To: bart13 who wrote (83739)7/17/2007 6:22:40 PM
From: shades  Read Replies (1) | Respond to of 110194
 
The CPI was 17.1 in August 1929 and dropped to 12.6 in March of 1933.

Bart your charts are interesting, keep up the good work - there was so much turmoil and chaos and crazy gubbment tricks and congressman trying to be assasinated back then by other congressmen - do you believe the way the CPI was calculated in 29 was the same as in 33 - it may be I simply do not know - but I see what our politicians and bankers do today - I would not put it past the folks of that era to fudge CPI numbers back then between various years - if you don't have reliable honest data - its hard to make reliable comparisons.

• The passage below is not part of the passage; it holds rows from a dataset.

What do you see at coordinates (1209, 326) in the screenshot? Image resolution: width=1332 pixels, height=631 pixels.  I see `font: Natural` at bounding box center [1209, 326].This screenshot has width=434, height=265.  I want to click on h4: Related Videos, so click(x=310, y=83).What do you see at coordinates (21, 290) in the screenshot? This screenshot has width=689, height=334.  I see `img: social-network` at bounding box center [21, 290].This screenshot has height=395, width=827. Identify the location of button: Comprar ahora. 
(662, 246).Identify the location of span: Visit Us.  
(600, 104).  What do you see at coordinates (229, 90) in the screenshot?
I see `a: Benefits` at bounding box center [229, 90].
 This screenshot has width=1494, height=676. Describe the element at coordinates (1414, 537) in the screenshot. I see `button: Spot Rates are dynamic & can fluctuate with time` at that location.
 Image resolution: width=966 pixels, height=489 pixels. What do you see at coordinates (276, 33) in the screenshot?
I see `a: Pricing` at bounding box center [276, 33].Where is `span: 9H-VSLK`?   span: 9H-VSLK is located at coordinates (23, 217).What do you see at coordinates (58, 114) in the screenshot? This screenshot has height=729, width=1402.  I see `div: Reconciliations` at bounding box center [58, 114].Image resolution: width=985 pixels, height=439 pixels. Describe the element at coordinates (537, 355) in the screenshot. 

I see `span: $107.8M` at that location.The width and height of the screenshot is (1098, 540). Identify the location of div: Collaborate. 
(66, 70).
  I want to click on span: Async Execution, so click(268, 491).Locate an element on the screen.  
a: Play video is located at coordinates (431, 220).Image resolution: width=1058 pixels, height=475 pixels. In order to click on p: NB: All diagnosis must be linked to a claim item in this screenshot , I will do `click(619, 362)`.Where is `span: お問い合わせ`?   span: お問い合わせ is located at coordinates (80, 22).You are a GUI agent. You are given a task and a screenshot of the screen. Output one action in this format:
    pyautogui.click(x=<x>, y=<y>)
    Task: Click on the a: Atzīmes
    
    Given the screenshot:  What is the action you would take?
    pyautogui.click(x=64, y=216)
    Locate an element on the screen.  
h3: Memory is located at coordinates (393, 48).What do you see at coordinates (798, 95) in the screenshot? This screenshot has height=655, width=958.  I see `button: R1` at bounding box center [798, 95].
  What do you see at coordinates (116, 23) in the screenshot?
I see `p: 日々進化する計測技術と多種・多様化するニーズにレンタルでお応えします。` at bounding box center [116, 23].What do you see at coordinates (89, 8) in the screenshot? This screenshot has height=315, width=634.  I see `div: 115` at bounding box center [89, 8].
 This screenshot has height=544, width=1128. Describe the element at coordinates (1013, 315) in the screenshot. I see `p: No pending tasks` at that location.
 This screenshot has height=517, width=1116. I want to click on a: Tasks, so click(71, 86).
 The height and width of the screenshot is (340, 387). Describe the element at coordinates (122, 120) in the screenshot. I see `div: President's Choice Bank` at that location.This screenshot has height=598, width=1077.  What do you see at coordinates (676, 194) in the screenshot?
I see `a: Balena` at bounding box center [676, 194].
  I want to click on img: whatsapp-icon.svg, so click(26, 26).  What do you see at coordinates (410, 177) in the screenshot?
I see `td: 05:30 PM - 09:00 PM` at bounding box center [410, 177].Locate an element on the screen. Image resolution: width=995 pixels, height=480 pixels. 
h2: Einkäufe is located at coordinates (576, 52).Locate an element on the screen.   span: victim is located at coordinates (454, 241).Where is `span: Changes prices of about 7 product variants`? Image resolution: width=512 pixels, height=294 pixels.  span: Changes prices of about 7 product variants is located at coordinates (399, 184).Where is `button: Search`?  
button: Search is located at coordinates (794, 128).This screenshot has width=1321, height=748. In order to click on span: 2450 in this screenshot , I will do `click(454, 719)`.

That's closer to 25% than 10%, and that doesn't exactly seem like mild deflation to me, especially considering that doesn't include things like the drop in the Dow from about 380 to about 40, or the average new house dropping from about $8500 to $5700 (admittedly sparse housing data but backed up by apartment rent data that shows similar declines).

The integrity of the data is KEY - I worked in a fortune 5 company - IBM - boy did my eyes get opened at all the lies and corruption and misreported numbers on critical things that affected peoples lives - I don't trust anything - hehe.

Here's the other chart from the 1920-40 period, which has CPI, bank credit and recessions (as defined by the NBER) on it.

As defined by the NBER (sigh) I don't know - maybe it is good - maybe the way CPI was calculated and the people recording those calculations were very honest - maybe not.